Of course there’s the expensive real estate that makes owning or renting in NYC a challenge and the costly lifestyle that includes such things as private elementary and high schools with price tags commensurate with private college and university tuitions.
But along with high price tag for everything from parking a car to eating in some of the world’s best and best-known restaurants comes the stresses and pressure that’s felt by some to maintain a public persona that may be very different from their private reality!
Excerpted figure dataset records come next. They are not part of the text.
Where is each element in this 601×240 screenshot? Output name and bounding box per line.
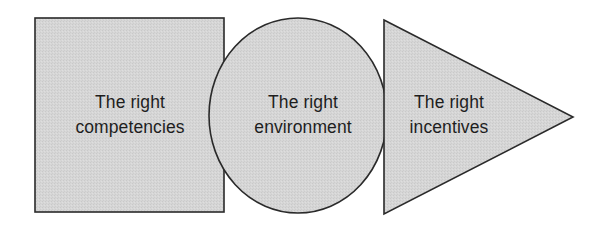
environment-label-line1: The right — [254, 90, 351, 115]
environment-label-line2: environment — [254, 115, 351, 140]
incentives-label: The right incentives — [410, 90, 489, 140]
competencies-label: The right competencies — [75, 90, 184, 140]
competencies-label-line2: competencies — [75, 115, 184, 140]
incentives-label-line1: The right — [410, 90, 489, 115]
environment-label: The right environment — [254, 90, 351, 140]
incentives-label-line2: incentives — [410, 115, 489, 140]
competencies-label-line1: The right — [75, 90, 184, 115]
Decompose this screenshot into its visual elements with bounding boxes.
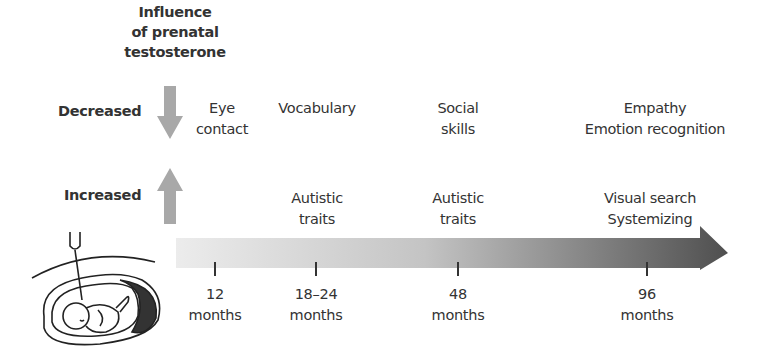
timeline-arrow-icon xyxy=(176,224,732,272)
item-line: Autistic xyxy=(418,188,498,209)
tick-12 xyxy=(214,262,216,276)
tick-unit: months xyxy=(175,305,255,326)
tick-value: 18–24 xyxy=(276,284,356,305)
tick-label-12: 12 months xyxy=(175,284,255,326)
tick-label-18-24: 18–24 months xyxy=(276,284,356,326)
tick-96 xyxy=(646,262,648,276)
down-arrow-icon xyxy=(156,86,184,140)
diagram-title: Influence of prenatal testosterone xyxy=(120,2,230,62)
tick-18-24 xyxy=(315,262,317,276)
item-line: skills xyxy=(418,119,498,140)
title-line: Influence xyxy=(120,2,230,22)
decreased-item-eye-contact: Eye contact xyxy=(182,98,262,140)
decreased-label: Decreased xyxy=(58,103,141,119)
item-line: Vocabulary xyxy=(262,98,372,119)
item-line: Emotion recognition xyxy=(570,119,740,140)
item-line: Visual search xyxy=(585,188,715,209)
item-line: Autistic xyxy=(277,188,357,209)
item-line: Social xyxy=(418,98,498,119)
tick-unit: months xyxy=(607,305,687,326)
item-line: Empathy xyxy=(570,98,740,119)
title-line: testosterone xyxy=(120,42,230,62)
tick-value: 48 xyxy=(418,284,498,305)
tick-unit: months xyxy=(276,305,356,326)
tick-unit: months xyxy=(418,305,498,326)
tick-label-96: 96 months xyxy=(607,284,687,326)
item-line: Eye xyxy=(182,98,262,119)
increased-label: Increased xyxy=(64,187,141,203)
decreased-item-vocabulary: Vocabulary xyxy=(262,98,372,119)
up-arrow-icon xyxy=(156,168,184,224)
decreased-item-empathy: Empathy Emotion recognition xyxy=(570,98,740,140)
tick-value: 12 xyxy=(175,284,255,305)
tick-48 xyxy=(457,262,459,276)
title-line: of prenatal xyxy=(120,22,230,42)
tick-label-48: 48 months xyxy=(418,284,498,326)
fetus-amniocentesis-icon xyxy=(20,228,170,348)
tick-value: 96 xyxy=(607,284,687,305)
decreased-item-social-skills: Social skills xyxy=(418,98,498,140)
item-line: contact xyxy=(182,119,262,140)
And for those of us who are not members of the glitterati class, many have witnessed the phenomenon both in NYC and in suburbia that’s known as ‘keeping up with the Jones’ or doing whatever it takes to maintain outward appearances and the status quo for a given neighborhood, whatever that may be.
From the New York Post:
‘…As of September 2013, the median household income in New York City, according to the US Census, was $50,895. According to a 2012 report issued by the City Comptroller’s Office, 49 percent of New Yorkers had unaffordable rents — and rent, for half of us, gobbles up more than 30 percent of our income. This month, Forbes magazine ranked New York City the most overpriced metropolis in America.
Ironically, the New Yorkers most expected to live with no budgets, no cares and no limitations are members of the creative class, people with typically low-paying glamour jobs in media, the arts, fashion, publishing.
And the closer their proximity to wealth and fame, the higher the pressure — recall celebrity photographer Annie Leibovitz, one-time owner of three conjoined West Village townhouses who found herself $24 million in debt in 2009.
“How Could This Happen to Annie Leibovitz?” asked New York magazine. In 2004, Leibovitz was caring for her father, who had cancer, as well as her partner, Susan Sontag, who had also been diagnosed with cancer. She spent thousands shuttling Sontag around the country, in a private plane, for treatment.
But Leibovitz was also done in by reckless spending, possibly aggravated by too much time in the company of cultural and political power brokers.
“I see this a lot,” says Norah Lawlor, a longtime publicist who met Scott several times. “You come here, change your name and want to be fabulous. You get caught up.”
Scott was originally Luann Bambrough and was raised in a small Utah town by adoptive Mormon parents. But at some point, the persona she projected in the pages of Vogue — cool-girl courtesan to a rock ’n’ roll lothario, designer to A-list clientele — became her reality.
Until it wasn’t.
“She was turning 50, her business was closing, and she’s friends with celebrities but can’t go to them [for help],” Lawlor says. “People come to New York City and want to be part of a certain clique, and think they are. But it often catches up to them…” (Source)
The moral of the story?
Be yourself and live within your means!